THUNDER BAY – The province is spending $450,000 to help Thunder Bay Fire Rescue create a specialized urban search and rescue and upgrade its hazardous materials teams.
Members of the squads can be deployed throughout Ontario, when needed, to provide support in situations where extra technical skill sets are required.
The urban search and rescue team is used during building collapses to help locate, extricate and provide emergency medical treatment when required. HazMat teams respond to chemical, biological, radiological, nuclear and explosive or hazardous material incidents.
MPP Christine Hogarth, parliamentary secretary to Solicitor General Syliva Jones, said when disaster strikes, the public needs to have confidence that help is on the way.
Hogarth, who grew up in Thunder Bay before departing for southern Ontario, said it’s money well spent.
“Our funding will directly support 10 teams in six municipalities across the province – Thunder Bay, North Bay, Ottawa, Peterborough, Toronto and Windsor,” Hogarth said. “Our funding will ensure that these communities, and the communities nearby, can respond quickly when disaster strikes.”
TBFR Chief John Hay said Thunder Bay is one of three communities that take part in both programs, the others being Ottawa and Toronto.
Given the city’s geography, it makes sense.
It’s win-win for both the city and the province as a whole.
“It puts a lot of well-trained, talented people with training that may not have been available without the program, and it provides some equipment that capital costs were avoided by the funding that’s been provided by the province,” Hay said.
The teams could be called into action at any time and deployed to any corner of Ontario, should the need arise.
Hay said there’s another benefit that caught his attention when TBFR was asked to take part in the urban search and rescue program.
“It actually helps protect firefighters, which is my primary concern. We get better training, better equipment and ... our firefighters are going to be safer during those responses,” he said.
Ontario is spending a total of $2.5 million on the programs province-wide. The teams are operated by their respective municipalities, and supported through an agreement with the Office of the Fire Marshal and Emergency Management.
The money is being spent in part because of recommendations made following a high-profile mall collapse in Elliot Lake.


▶ _EXERCISE GOAL_
Pull every line containing "Leaf" from the listing below.

▶ _DATA FOR THIS EXERCISE_

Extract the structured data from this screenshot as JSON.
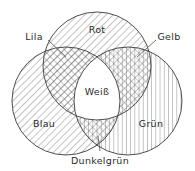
{
  "diagram": {
    "type": "venn-three-circle",
    "background_color": "#ffffff",
    "stroke_color": "#3a3a3a",
    "text_color": "#2b2b2b",
    "circles": [
      {
        "id": "rot",
        "label": "Rot",
        "hatch": "diagonal-right",
        "cx": 97,
        "cy": 66,
        "r": 54,
        "label_x": 97,
        "label_y": 30
      },
      {
        "id": "blau",
        "label": "Blau",
        "hatch": "diagonal-right",
        "cx": 66,
        "cy": 101,
        "r": 54,
        "label_x": 44,
        "label_y": 124
      },
      {
        "id": "gruen",
        "label": "Grün",
        "hatch": "vertical",
        "cx": 128,
        "cy": 101,
        "r": 54,
        "label_x": 151,
        "label_y": 124
      }
    ],
    "intersections": [
      {
        "id": "lila",
        "label": "Lila",
        "description": "Rot und Blau",
        "hatch": "cross-diagonal",
        "label_x": 34,
        "label_y": 37,
        "leader_from_x": 48,
        "leader_from_y": 40,
        "leader_to_x": 66,
        "leader_to_y": 57
      },
      {
        "id": "gelb",
        "label": "Gelb",
        "hatch": "diagonal-plus-vertical",
        "description": "Rot und Grün",
        "label_x": 169,
        "label_y": 37,
        "leader_from_x": 156,
        "leader_from_y": 40,
        "leader_to_x": 137,
        "leader_to_y": 57
      },
      {
        "id": "dunkelgruen",
        "label": "Dunkelgrün",
        "hatch": "diagonal-plus-vertical",
        "description": "Blau und Grün",
        "label_x": 100,
        "label_y": 161,
        "leader_from_x": 100,
        "leader_from_y": 151,
        "leader_to_x": 98,
        "leader_to_y": 136
      },
      {
        "id": "weiss",
        "label": "Weiß",
        "hatch": "none",
        "description": "Rot, Blau und Grün",
        "label_x": 97,
        "label_y": 92,
        "leader_from_x": null,
        "leader_from_y": null,
        "leader_to_x": null,
        "leader_to_y": null
      }
    ]
  }
}
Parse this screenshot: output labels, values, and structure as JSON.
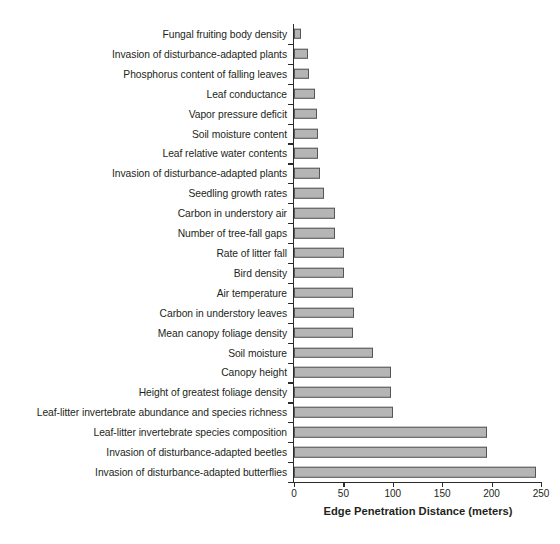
{
  "chart_data": {
    "type": "bar",
    "orientation": "horizontal",
    "title": "",
    "xlabel": "Edge Penetration Distance (meters)",
    "ylabel": "",
    "xlim": [
      0,
      250
    ],
    "xticks": [
      0,
      50,
      100,
      150,
      200,
      250
    ],
    "xtick_labels": [
      "0",
      "50",
      "100",
      "150",
      "200",
      "250"
    ],
    "grid": false,
    "legend": false,
    "bar_fill_color": "#b5b5b5",
    "bar_edge_color": "#555555",
    "axis_color": "#2b2b2b",
    "categories": [
      "Fungal fruiting body density",
      "Invasion of disturbance-adapted plants",
      "Phosphorus content of falling leaves",
      "Leaf conductance",
      "Vapor pressure deficit",
      "Soil moisture content",
      "Leaf relative water contents",
      "Invasion of disturbance-adapted plants",
      "Seedling growth rates",
      "Carbon in understory air",
      "Number of tree-fall gaps",
      "Rate of litter fall",
      "Bird density",
      "Air temperature",
      "Carbon in understory leaves",
      "Mean canopy foliage density",
      "Soil moisture",
      "Canopy height",
      "Height of greatest foliage density",
      "Leaf-litter invertebrate abundance and species richness",
      "Leaf-litter invertebrate species composition",
      "Invasion of disturbance-adapted beetles",
      "Invasion of disturbance-adapted butterflies"
    ],
    "values": [
      7,
      14,
      15,
      21,
      23,
      24,
      24,
      26,
      30,
      42,
      42,
      51,
      51,
      60,
      61,
      60,
      80,
      98,
      98,
      100,
      195,
      195,
      245
    ]
  }
}
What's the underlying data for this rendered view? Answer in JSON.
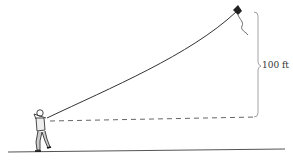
{
  "diagram": {
    "height_label": "100 ft",
    "colors": {
      "line": "#333333",
      "dashed": "#555555",
      "bracket": "#888888",
      "ground": "#444444",
      "text": "#333333"
    }
  }
}
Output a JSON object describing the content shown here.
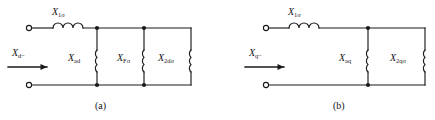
{
  "figure": {
    "type": "electrical-circuit-diagram",
    "stroke_color": "#1a1a1a",
    "background_color": "#ffffff"
  },
  "circuits": [
    {
      "id": "a",
      "caption": "(a)",
      "input_label_main": "X",
      "input_label_sub": "d−",
      "series_label_main": "X",
      "series_label_sub": "1σ",
      "shunt_branches": [
        {
          "main": "X",
          "sub": "ad"
        },
        {
          "main": "X",
          "sub": "Fσ"
        },
        {
          "main": "X",
          "sub": "2dσ"
        }
      ]
    },
    {
      "id": "b",
      "caption": "(b)",
      "input_label_main": "X",
      "input_label_sub": "q−",
      "series_label_main": "X",
      "series_label_sub": "1σ",
      "shunt_branches": [
        {
          "main": "X",
          "sub": "aq"
        },
        {
          "main": "X",
          "sub": "2qσ"
        }
      ]
    }
  ]
}
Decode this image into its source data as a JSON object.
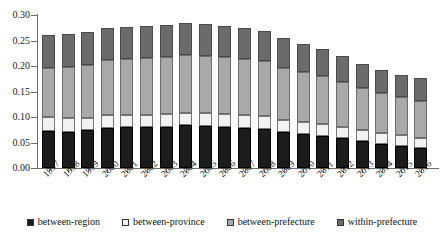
{
  "chart_data": {
    "type": "bar",
    "subtype": "stacked-vertical",
    "title": "",
    "xlabel": "",
    "ylabel": "",
    "ylim": [
      0.0,
      0.3
    ],
    "ytick_labels": [
      "0.00",
      "0.05",
      "0.10",
      "0.15",
      "0.20",
      "0.25",
      "0.30"
    ],
    "ytick_values": [
      0.0,
      0.05,
      0.1,
      0.15,
      0.2,
      0.25,
      0.3
    ],
    "grid": false,
    "legend_position": "bottom",
    "categories": [
      "1997",
      "1998",
      "1999",
      "2000",
      "2001",
      "2002",
      "2003",
      "2004",
      "2005",
      "2006",
      "2007",
      "2008",
      "2009",
      "2010",
      "2011",
      "2012",
      "2013",
      "2014",
      "2015",
      "2016"
    ],
    "series": [
      {
        "name": "between-region",
        "color": "#1c1c1c",
        "values": [
          0.073,
          0.071,
          0.074,
          0.079,
          0.08,
          0.08,
          0.081,
          0.084,
          0.082,
          0.08,
          0.079,
          0.077,
          0.071,
          0.067,
          0.063,
          0.058,
          0.052,
          0.047,
          0.043,
          0.039
        ]
      },
      {
        "name": "between-province",
        "color": "#f2f2f2",
        "values": [
          0.027,
          0.027,
          0.025,
          0.024,
          0.024,
          0.024,
          0.024,
          0.024,
          0.025,
          0.025,
          0.025,
          0.025,
          0.024,
          0.023,
          0.023,
          0.022,
          0.022,
          0.022,
          0.021,
          0.02
        ]
      },
      {
        "name": "between-prefecture",
        "color": "#a9a9a9",
        "values": [
          0.096,
          0.1,
          0.103,
          0.108,
          0.11,
          0.111,
          0.112,
          0.114,
          0.113,
          0.112,
          0.11,
          0.107,
          0.102,
          0.098,
          0.094,
          0.089,
          0.083,
          0.079,
          0.075,
          0.073
        ]
      },
      {
        "name": "within-prefecture",
        "color": "#6b6b6b",
        "values": [
          0.065,
          0.065,
          0.064,
          0.063,
          0.063,
          0.063,
          0.063,
          0.062,
          0.062,
          0.062,
          0.061,
          0.06,
          0.057,
          0.055,
          0.053,
          0.05,
          0.047,
          0.045,
          0.044,
          0.044
        ]
      }
    ],
    "totals": [
      0.261,
      0.263,
      0.266,
      0.274,
      0.277,
      0.278,
      0.28,
      0.284,
      0.282,
      0.279,
      0.275,
      0.269,
      0.254,
      0.243,
      0.233,
      0.219,
      0.204,
      0.193,
      0.183,
      0.176
    ]
  },
  "legend": {
    "items": [
      {
        "label": "between-region",
        "swatch": "black-square-icon"
      },
      {
        "label": "between-province",
        "swatch": "white-square-icon"
      },
      {
        "label": "between-prefecture",
        "swatch": "light-gray-square-icon"
      },
      {
        "label": "within-prefecture",
        "swatch": "dark-gray-square-icon"
      }
    ]
  }
}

▶ _ANSWER SECTION_
      "Leaf conductance",
      "Leaf relative water contents",
      "Leaf-litter invertebrate abundance and species richness",
      "Leaf-litter invertebrate species composition",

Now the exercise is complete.